**Records for the exercise**
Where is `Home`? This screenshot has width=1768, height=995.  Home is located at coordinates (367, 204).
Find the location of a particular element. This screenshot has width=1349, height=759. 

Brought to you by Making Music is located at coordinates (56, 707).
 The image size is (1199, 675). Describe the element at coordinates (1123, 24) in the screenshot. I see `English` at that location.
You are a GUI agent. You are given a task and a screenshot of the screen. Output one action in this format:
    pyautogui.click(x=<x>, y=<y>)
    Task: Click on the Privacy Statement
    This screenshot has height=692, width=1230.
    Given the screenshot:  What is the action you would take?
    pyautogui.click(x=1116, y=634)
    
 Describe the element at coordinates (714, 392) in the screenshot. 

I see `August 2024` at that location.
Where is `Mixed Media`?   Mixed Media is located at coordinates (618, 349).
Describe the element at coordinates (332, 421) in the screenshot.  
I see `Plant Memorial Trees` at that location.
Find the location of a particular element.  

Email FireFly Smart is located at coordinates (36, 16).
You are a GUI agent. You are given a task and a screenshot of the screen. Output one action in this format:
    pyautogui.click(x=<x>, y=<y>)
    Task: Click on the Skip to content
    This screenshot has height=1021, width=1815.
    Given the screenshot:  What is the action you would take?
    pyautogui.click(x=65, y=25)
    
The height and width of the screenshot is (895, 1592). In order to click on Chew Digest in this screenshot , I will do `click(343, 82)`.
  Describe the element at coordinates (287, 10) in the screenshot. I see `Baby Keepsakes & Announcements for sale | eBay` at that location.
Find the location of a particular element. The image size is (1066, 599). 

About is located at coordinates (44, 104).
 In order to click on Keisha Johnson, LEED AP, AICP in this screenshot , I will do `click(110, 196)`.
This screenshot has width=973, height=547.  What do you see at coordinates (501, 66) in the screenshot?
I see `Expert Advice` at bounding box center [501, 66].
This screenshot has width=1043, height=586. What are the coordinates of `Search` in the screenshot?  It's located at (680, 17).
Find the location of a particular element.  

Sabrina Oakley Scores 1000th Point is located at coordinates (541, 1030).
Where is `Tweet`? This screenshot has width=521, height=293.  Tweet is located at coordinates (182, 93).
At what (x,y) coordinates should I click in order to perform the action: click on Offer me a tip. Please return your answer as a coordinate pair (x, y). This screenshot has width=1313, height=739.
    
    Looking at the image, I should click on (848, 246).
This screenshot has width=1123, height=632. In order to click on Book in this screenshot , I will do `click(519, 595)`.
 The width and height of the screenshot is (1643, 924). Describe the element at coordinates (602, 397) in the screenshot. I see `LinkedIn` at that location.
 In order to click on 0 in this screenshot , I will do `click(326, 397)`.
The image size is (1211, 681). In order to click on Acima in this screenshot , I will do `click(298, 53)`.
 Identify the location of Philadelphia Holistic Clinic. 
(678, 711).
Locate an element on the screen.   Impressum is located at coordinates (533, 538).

**The task**
Exactly as they appear above, copy out all the records.

**Result of the task**
Where is `Home`? This screenshot has width=1768, height=995.  Home is located at coordinates (367, 204).
Find the location of a particular element. This screenshot has width=1349, height=759. 

Brought to you by Making Music is located at coordinates (56, 707).
 The image size is (1199, 675). Describe the element at coordinates (1123, 24) in the screenshot. I see `English` at that location.
You are a GUI agent. You are given a task and a screenshot of the screen. Output one action in this format:
    pyautogui.click(x=<x>, y=<y>)
    Task: Click on the Privacy Statement
    This screenshot has height=692, width=1230.
    Given the screenshot:  What is the action you would take?
    pyautogui.click(x=1116, y=634)
    
 Describe the element at coordinates (714, 392) in the screenshot. 

I see `August 2024` at that location.
Where is `Mixed Media`?   Mixed Media is located at coordinates (618, 349).
Describe the element at coordinates (332, 421) in the screenshot.  
I see `Plant Memorial Trees` at that location.
Find the location of a particular element.  

Email FireFly Smart is located at coordinates (36, 16).
You are a GUI agent. You are given a task and a screenshot of the screen. Output one action in this format:
    pyautogui.click(x=<x>, y=<y>)
    Task: Click on the Skip to content
    This screenshot has height=1021, width=1815.
    Given the screenshot:  What is the action you would take?
    pyautogui.click(x=65, y=25)
    
The height and width of the screenshot is (895, 1592). In order to click on Chew Digest in this screenshot , I will do `click(343, 82)`.
  Describe the element at coordinates (287, 10) in the screenshot. I see `Baby Keepsakes & Announcements for sale | eBay` at that location.
Find the location of a particular element. The image size is (1066, 599). 

About is located at coordinates (44, 104).
 In order to click on Keisha Johnson, LEED AP, AICP in this screenshot , I will do `click(110, 196)`.
This screenshot has width=973, height=547.  What do you see at coordinates (501, 66) in the screenshot?
I see `Expert Advice` at bounding box center [501, 66].
This screenshot has width=1043, height=586. What are the coordinates of `Search` in the screenshot?  It's located at (680, 17).
Find the location of a particular element.  

Sabrina Oakley Scores 1000th Point is located at coordinates (541, 1030).
Where is `Tweet`? This screenshot has width=521, height=293.  Tweet is located at coordinates (182, 93).
At what (x,y) coordinates should I click in order to perform the action: click on Offer me a tip. Please return your answer as a coordinate pair (x, y). This screenshot has width=1313, height=739.
    
    Looking at the image, I should click on (848, 246).
This screenshot has width=1123, height=632. In order to click on Book in this screenshot , I will do `click(519, 595)`.
 The width and height of the screenshot is (1643, 924). Describe the element at coordinates (602, 397) in the screenshot. I see `LinkedIn` at that location.
 In order to click on 0 in this screenshot , I will do `click(326, 397)`.
The image size is (1211, 681). In order to click on Acima in this screenshot , I will do `click(298, 53)`.
 Identify the location of Philadelphia Holistic Clinic. 
(678, 711).
Locate an element on the screen.   Impressum is located at coordinates (533, 538).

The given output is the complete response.